A laboratory manual for developmental biology offering basic, easy to use, laboratory investigations (18 experiments) spanning various models including echinoderm (Sea Urchin), amphibian (Frog), chick embryo, and fern gametophyte.
A laboratory manual for developmental biology offering basic, easy to use, laboratory investigations (18 experiments) spanning various models including echinoderm (Sea Urchin), amphibian (Frog), chick embryo, and fern gametophyte.
Pattern Formation in Morphogenesis is a rich source of interesting and challenging mathematical problems. The volume aims at showing how a combination of new discoveries in developmental biology and associated modelling and computational techniques has stimulated or may stimulate relevant advances in the field. Finally it aims at facilitating the process of unfolding a mutual recognition between Biologists and Mathematicians of their complementary skills, to the point where the resulting synergy generates new and novel discoveries. It offers an interdisciplinary interaction space between biologists from embryology, genetics and molecular biology who present their own work in the perspective of the advancement of their specific fields, and mathematicians who propose solutions based on the knowledge grasped from biologists.
A central goal of biology is to decode the mechanisms that underlie the processes of morphogenesis and pattern formation. Concerned with the analysis of those phenomena, this book integrates experimental and theoretical aspects of biology for the construction and investigation of models of complex processes. It offers an interdisciplinary approach to the pattern formation problems and provides a scope of forthcoming integrated biology including experiments and theories.
Originally published in 2005, this unique resource presents 27 easy-to-follow laboratory exercises for use in student practical classes in developmental biology. These experiments provide key insights into developmental questions, and many of them are described by the leaders in the field who carried out the original research. This book intends to bridge the gap between experimental work and the laboratory classes taken at the undergraduate and post-graduate levels. All chapters follow the same format, taking the students from materials and methods, through results and discussion, so that they learn the underlying rationale and analysis employed in the research. The book will be an invaluable resource for graduate students and instructors teaching practical developmental biology courses. Chapters include teaching concepts, discussion of the degree of difficulty of each experiment, potential sources of failure, as well as the time required for each experiment to be carried out in a class with students.
Dynamics of Development: Experiments and Inferences provides an understanding of the dynamic order of living systems. This book presents a methodical approach to the unrestricted exploration of all the aspects that a living system offers, which is evaluated logically through experiment and inference. Organized into five parts encompassing 24 chapters, this book begins with an overview of the adaptive features of the nervous system. This text then examines the molecular control of cellular activity. Other chapters focus on resolving the fragments of the chemical endowment of the cell. This book discusses as well the mechanisms of respiration and photosynthesis, which have been connected with arrays of macromolecular complexes in definite sequential order. The final chapter deals with the fundamental principle of neural intercommunication. This book is a valuable resource for biochemists, biologists, zoologists, neurophysiologists, and scientists. Students and research workers interested in the dynamic order of living systems will also find this book useful.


→ **What you should do**
Given the listing below, reproduce all of it exactly.

→ **Data in this exercise**
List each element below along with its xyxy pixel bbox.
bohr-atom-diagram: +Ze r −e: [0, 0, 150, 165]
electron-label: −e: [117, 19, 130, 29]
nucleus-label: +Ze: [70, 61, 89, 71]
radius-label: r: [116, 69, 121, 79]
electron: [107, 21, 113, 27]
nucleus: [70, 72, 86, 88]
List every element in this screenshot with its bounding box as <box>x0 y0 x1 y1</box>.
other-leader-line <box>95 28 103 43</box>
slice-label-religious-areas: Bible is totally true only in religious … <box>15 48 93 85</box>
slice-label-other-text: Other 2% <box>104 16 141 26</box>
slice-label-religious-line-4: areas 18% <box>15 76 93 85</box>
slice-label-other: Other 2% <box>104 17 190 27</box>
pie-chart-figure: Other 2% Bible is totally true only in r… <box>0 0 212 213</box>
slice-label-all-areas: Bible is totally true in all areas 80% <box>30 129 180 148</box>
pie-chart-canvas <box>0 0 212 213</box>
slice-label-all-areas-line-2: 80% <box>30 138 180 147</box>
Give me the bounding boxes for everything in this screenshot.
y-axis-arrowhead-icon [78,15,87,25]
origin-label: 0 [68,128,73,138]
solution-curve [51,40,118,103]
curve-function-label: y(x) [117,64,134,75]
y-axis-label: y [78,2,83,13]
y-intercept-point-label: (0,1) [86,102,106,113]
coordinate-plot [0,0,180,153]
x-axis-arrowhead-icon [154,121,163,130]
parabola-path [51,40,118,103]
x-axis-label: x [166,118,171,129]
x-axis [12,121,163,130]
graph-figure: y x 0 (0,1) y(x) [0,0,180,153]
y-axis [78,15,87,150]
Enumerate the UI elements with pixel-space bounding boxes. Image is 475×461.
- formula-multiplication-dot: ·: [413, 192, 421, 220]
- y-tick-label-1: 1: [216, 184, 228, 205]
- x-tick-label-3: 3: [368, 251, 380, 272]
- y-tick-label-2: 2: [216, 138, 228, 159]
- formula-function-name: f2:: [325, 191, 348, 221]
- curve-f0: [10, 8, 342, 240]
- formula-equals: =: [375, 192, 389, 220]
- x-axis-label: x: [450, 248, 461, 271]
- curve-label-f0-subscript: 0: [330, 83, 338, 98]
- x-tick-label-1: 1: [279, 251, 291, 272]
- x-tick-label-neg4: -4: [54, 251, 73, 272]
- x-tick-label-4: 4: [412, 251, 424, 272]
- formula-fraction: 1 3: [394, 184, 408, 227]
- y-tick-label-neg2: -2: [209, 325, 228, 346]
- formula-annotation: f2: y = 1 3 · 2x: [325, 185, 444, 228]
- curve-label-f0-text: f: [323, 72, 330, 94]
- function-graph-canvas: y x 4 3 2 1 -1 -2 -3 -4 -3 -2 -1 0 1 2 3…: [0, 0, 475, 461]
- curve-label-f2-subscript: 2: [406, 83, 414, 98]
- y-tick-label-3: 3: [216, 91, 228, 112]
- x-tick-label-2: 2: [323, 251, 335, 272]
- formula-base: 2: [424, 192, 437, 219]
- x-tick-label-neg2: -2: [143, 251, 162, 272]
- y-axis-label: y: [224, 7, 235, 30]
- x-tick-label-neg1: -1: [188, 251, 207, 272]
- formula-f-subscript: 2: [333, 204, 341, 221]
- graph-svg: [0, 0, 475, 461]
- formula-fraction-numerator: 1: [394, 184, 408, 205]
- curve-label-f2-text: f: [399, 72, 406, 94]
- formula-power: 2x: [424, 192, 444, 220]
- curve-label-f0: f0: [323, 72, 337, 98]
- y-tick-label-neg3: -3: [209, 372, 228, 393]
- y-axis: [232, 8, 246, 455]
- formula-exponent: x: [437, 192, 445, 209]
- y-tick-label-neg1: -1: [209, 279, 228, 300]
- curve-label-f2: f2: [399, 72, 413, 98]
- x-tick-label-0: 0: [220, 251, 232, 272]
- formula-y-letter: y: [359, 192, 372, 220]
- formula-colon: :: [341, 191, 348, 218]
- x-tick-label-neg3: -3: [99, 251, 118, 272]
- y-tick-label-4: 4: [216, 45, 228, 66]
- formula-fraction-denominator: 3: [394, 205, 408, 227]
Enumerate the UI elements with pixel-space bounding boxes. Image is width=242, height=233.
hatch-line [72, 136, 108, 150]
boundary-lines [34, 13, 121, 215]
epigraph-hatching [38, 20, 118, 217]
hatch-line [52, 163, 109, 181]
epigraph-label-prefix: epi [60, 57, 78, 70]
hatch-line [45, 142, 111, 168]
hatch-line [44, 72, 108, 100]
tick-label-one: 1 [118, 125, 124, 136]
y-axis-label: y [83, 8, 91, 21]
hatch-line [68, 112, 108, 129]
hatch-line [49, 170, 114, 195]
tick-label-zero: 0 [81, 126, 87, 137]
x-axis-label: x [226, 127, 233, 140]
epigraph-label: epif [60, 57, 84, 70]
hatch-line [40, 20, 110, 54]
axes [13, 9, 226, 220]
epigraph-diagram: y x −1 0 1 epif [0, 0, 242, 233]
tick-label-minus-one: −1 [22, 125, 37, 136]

→ **Your solution**
List each element below along with its xyxy pixel bbox.
bohr-atom-diagram: +Ze r −e: [0, 0, 150, 165]
electron-label: −e: [117, 19, 130, 29]
nucleus-label: +Ze: [70, 61, 89, 71]
radius-label: r: [116, 69, 121, 79]
electron: [107, 21, 113, 27]
nucleus: [70, 72, 86, 88]
List every element in this screenshot with its bounding box as <box>x0 y0 x1 y1</box>.
other-leader-line <box>95 28 103 43</box>
slice-label-religious-areas: Bible is totally true only in religious … <box>15 48 93 85</box>
slice-label-other-text: Other 2% <box>104 16 141 26</box>
slice-label-religious-line-4: areas 18% <box>15 76 93 85</box>
slice-label-other: Other 2% <box>104 17 190 27</box>
pie-chart-figure: Other 2% Bible is totally true only in r… <box>0 0 212 213</box>
slice-label-all-areas: Bible is totally true in all areas 80% <box>30 129 180 148</box>
pie-chart-canvas <box>0 0 212 213</box>
slice-label-all-areas-line-2: 80% <box>30 138 180 147</box>
Give me the bounding boxes for everything in this screenshot.
y-axis-arrowhead-icon [78,15,87,25]
origin-label: 0 [68,128,73,138]
solution-curve [51,40,118,103]
curve-function-label: y(x) [117,64,134,75]
y-axis-label: y [78,2,83,13]
y-intercept-point-label: (0,1) [86,102,106,113]
coordinate-plot [0,0,180,153]
x-axis-arrowhead-icon [154,121,163,130]
parabola-path [51,40,118,103]
x-axis-label: x [166,118,171,129]
x-axis [12,121,163,130]
graph-figure: y x 0 (0,1) y(x) [0,0,180,153]
y-axis [78,15,87,150]
Enumerate the UI elements with pixel-space bounding boxes. Image is 475×461.
- formula-multiplication-dot: ·: [413, 192, 421, 220]
- y-tick-label-1: 1: [216, 184, 228, 205]
- x-tick-label-3: 3: [368, 251, 380, 272]
- y-tick-label-2: 2: [216, 138, 228, 159]
- formula-function-name: f2:: [325, 191, 348, 221]
- curve-f0: [10, 8, 342, 240]
- formula-equals: =: [375, 192, 389, 220]
- x-axis-label: x: [450, 248, 461, 271]
- curve-label-f0-subscript: 0: [330, 83, 338, 98]
- x-tick-label-1: 1: [279, 251, 291, 272]
- x-tick-label-neg4: -4: [54, 251, 73, 272]
- x-tick-label-4: 4: [412, 251, 424, 272]
- formula-fraction: 1 3: [394, 184, 408, 227]
- y-tick-label-neg2: -2: [209, 325, 228, 346]
- formula-annotation: f2: y = 1 3 · 2x: [325, 185, 444, 228]
- curve-label-f0-text: f: [323, 72, 330, 94]
- function-graph-canvas: y x 4 3 2 1 -1 -2 -3 -4 -3 -2 -1 0 1 2 3…: [0, 0, 475, 461]
- curve-label-f2-subscript: 2: [406, 83, 414, 98]
- y-tick-label-3: 3: [216, 91, 228, 112]
- x-tick-label-2: 2: [323, 251, 335, 272]
- formula-base: 2: [424, 192, 437, 219]
- x-tick-label-neg2: -2: [143, 251, 162, 272]
- y-axis-label: y: [224, 7, 235, 30]
- x-tick-label-neg1: -1: [188, 251, 207, 272]
- formula-f-subscript: 2: [333, 204, 341, 221]
- graph-svg: [0, 0, 475, 461]
- formula-fraction-numerator: 1: [394, 184, 408, 205]
- curve-label-f2-text: f: [399, 72, 406, 94]
- formula-power: 2x: [424, 192, 444, 220]
- curve-label-f0: f0: [323, 72, 337, 98]
- y-tick-label-neg3: -3: [209, 372, 228, 393]
- y-axis: [232, 8, 246, 455]
- formula-exponent: x: [437, 192, 445, 209]
- y-tick-label-neg1: -1: [209, 279, 228, 300]
- curve-label-f2: f2: [399, 72, 413, 98]
- x-tick-label-0: 0: [220, 251, 232, 272]
- formula-y-letter: y: [359, 192, 372, 220]
- formula-colon: :: [341, 191, 348, 218]
- x-tick-label-neg3: -3: [99, 251, 118, 272]
- y-tick-label-4: 4: [216, 45, 228, 66]
- formula-fraction-denominator: 3: [394, 205, 408, 227]
Enumerate the UI elements with pixel-space bounding boxes. Image is width=242, height=233.
hatch-line [72, 136, 108, 150]
boundary-lines [34, 13, 121, 215]
epigraph-hatching [38, 20, 118, 217]
hatch-line [52, 163, 109, 181]
epigraph-label-prefix: epi [60, 57, 78, 70]
hatch-line [45, 142, 111, 168]
hatch-line [44, 72, 108, 100]
tick-label-one: 1 [118, 125, 124, 136]
y-axis-label: y [83, 8, 91, 21]
hatch-line [68, 112, 108, 129]
hatch-line [49, 170, 114, 195]
tick-label-zero: 0 [81, 126, 87, 137]
x-axis-label: x [226, 127, 233, 140]
epigraph-label: epif [60, 57, 84, 70]
hatch-line [40, 20, 110, 54]
axes [13, 9, 226, 220]
epigraph-diagram: y x −1 0 1 epif [0, 0, 242, 233]
tick-label-minus-one: −1 [22, 125, 37, 136]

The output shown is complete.